Publication | Open Access
Farms, Families, and Markets: New Evidence on Completeness of Markets in Agricultural Settings
92
Citations
2
References
2016
Year
Rural EconomyApplied EconomicsEconomic DevelopmentDevelopment EconomicsFarm Household ModelAgricultural EconomicsAgricultural SettingsFarm HouseholdFarming SystemEconomic AnalysisPublic HealthFood PolicyStatisticsCentral JavaEconomicsNew EvidenceEconometric MethodAgrarian Political EconomyAgricultural SystemEconometric ModelMarket EconomicsFarm ManagementBusinessEconometricsFarming SystemsMicroeconomics
The farm household model, which assumes complete markets and price‑taking behavior, has been widely used to analyze small‑scale agricultural households, but its key assumption of market completeness remains untested and is a major challenge for developing empirically tractable models. This study tests whether farm labor demand is independent of the farm household’s demographic composition. The authors use multiple waves of longitudinal survey data from Central Java, Indonesia, to examine this relationship. The analysis rejects the prediction that labor demand is unrelated to household demographics, and the result cannot be attributed to unobserved farm‑level heterogeneity or local shocks, leading the authors to conclude that the recursive farm household model is inconsistent with the data.

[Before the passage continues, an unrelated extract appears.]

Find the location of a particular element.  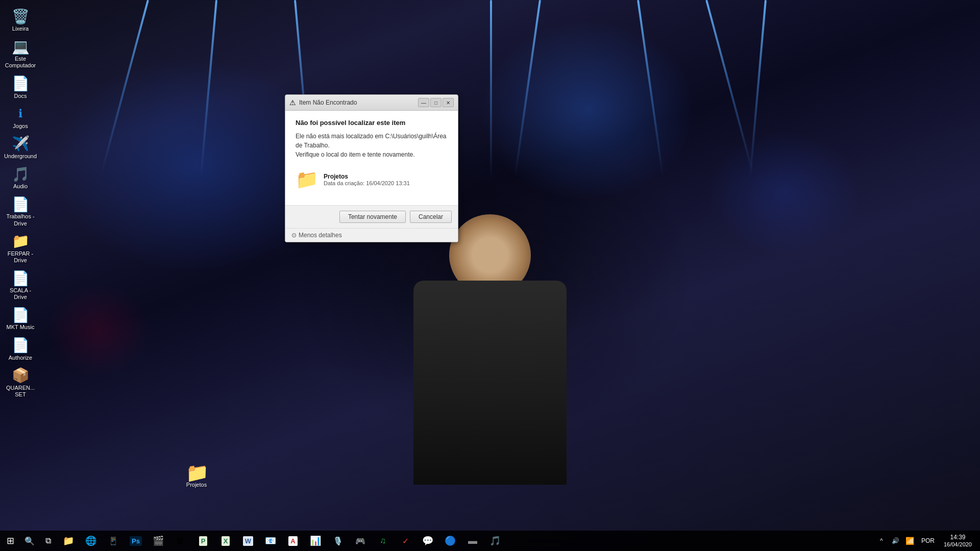

desktop-icon-quarenset: 📦 QUAREN...SET is located at coordinates (20, 383).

The farm household model has played a central role in improving the understanding of small-scale agricultural households and non-farm enterprises. Under the assumptions that all current and future markets exist and that farmers treat all prices as given, the model simplifies households' simultaneous production and consumption decisions into a recursive form in which production can be treated as independent of preferences of household members. These assumptions, which are the foundation of a large literature in labor and development, have been tested and not rejected in several important studies including Benjamin (1992). Using multiple waves of longitudinal survey data from Central Java, Indonesia, this paper tests a key prediction of the recursive model: demand for farm labor is unrelated to the demographic composition of the farm household. The prediction is unambiguously rejected. The rejection cannot be explained by contamination due to unobserved heterogeneity that is fixed at the farm level, local area shocks or farm-specific shocks that affect changes in household composition and farm labor demand. We conclude that the recursive form of the farm household model is not consistent with the data. Developing empirically tractable models of farm households when markets are incomplete remains an important challenge.